Back in 2011, two limestones were found at the entrance of a school in Monreal, Ticao Island in Masbate. For many years, these stones were used by children to wipe their shoes of mud before entering the classroom. Dirtied for a long time, the stones were asked to be cleaned by a new teacher occupying the classroom. This teacher saw on stones what looked like “baybayin.”
Dr. Francisco Datar, who was in Capul, Samar, an island between Ticao and Sorsogon, by that time, was summoned by an aunt to check the stone. After a few months, a seminar was organized by UP to examine the stone. There were archaeologists, paleolinguists, historians, and physicists. There was excitement in the discovery. The major TV networks covered the event.
I was in Ateneo de Naga then having assumed the Directorship of the Institute of Bikol History and Culture. Contacting Dr. Datar, a relative, we began organizing the Second Ticao Stone Conference in Ateneo de Naga.
Back in Monreal, in Ticao, the Ticao Stone had assumed a magical charm all of its own. People flocked to the multi-purpose hall where it was housed. At night, there was a report of an old man who, passing by the place where the two stones were enshrined, saw the limestones shining, as if hiding some gems or treasure within.
The frenzy brought about by the two stones encouraged Datar and company to request from the local government that the said artefacts be shipped to the National Museum. I do not know if this was verified but there were talks that the people did not like the idea of the stone being carted away from them.

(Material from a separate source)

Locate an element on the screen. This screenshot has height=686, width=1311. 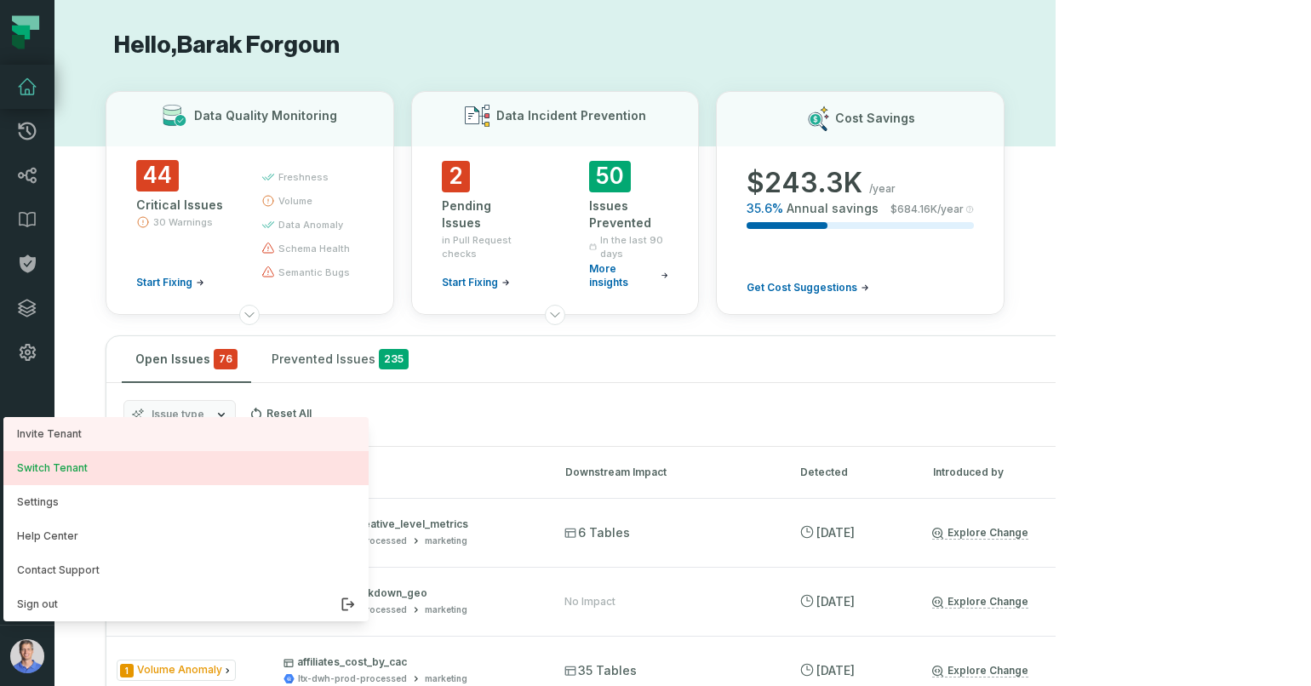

Days before the conference, there were suggestions that we bring the Stones to Naga. This was nearly impossible until I was informed that a cousin, Dr. Roger Lim, had patiently and obsessively copied the surface of the two stones using a tracing paper. This dear cousin who was both a doctor of medicine, a cultural worker and an artist, agreed to bring his replica of the stones to Naga. My Deputy travelled a day before the conference to fetch my cousin at the pier in Bulan, Sorsogon.
On the day of the conference, the Stones were shrouded in black. I do not remember now whose idea was it to hide them. At the end of the speech of Dr. Lim, the black cloth was removed. As the stones were revealed, someone switched on the lights that I did not know were placed around the platform for the stones. There was a murmur from the audience, an audible gasp.
No one had yet deciphered the syllabaries written on the two stones. There are interesting explorations around the words that come out of the inscriptions. On the bigger one, the word “halad,” which means offering appears. The two irregularly shaped stones have been measured properly, with the trapezoidal one weighing 30 kilos, 11 centimeters thick, 54 cm long and 44 cm wide and the oblong being 6 cm thick, 20 cm long and 18 cm wide. They are now in the Baybayin Section of the National Museum. Like the LCI or Laguna Copperplate Inscription, the stones are now called TSI or Ticao Stone Inscription.
I remember still what I said that day in Naga: While you here in Mainland Bikol were writing on barks and leaves of trees, we in Ticao were using stones to carve laws and literatures. Of course, I was being emotional. I was exaggerating, imagining my link to a past and naming it my own.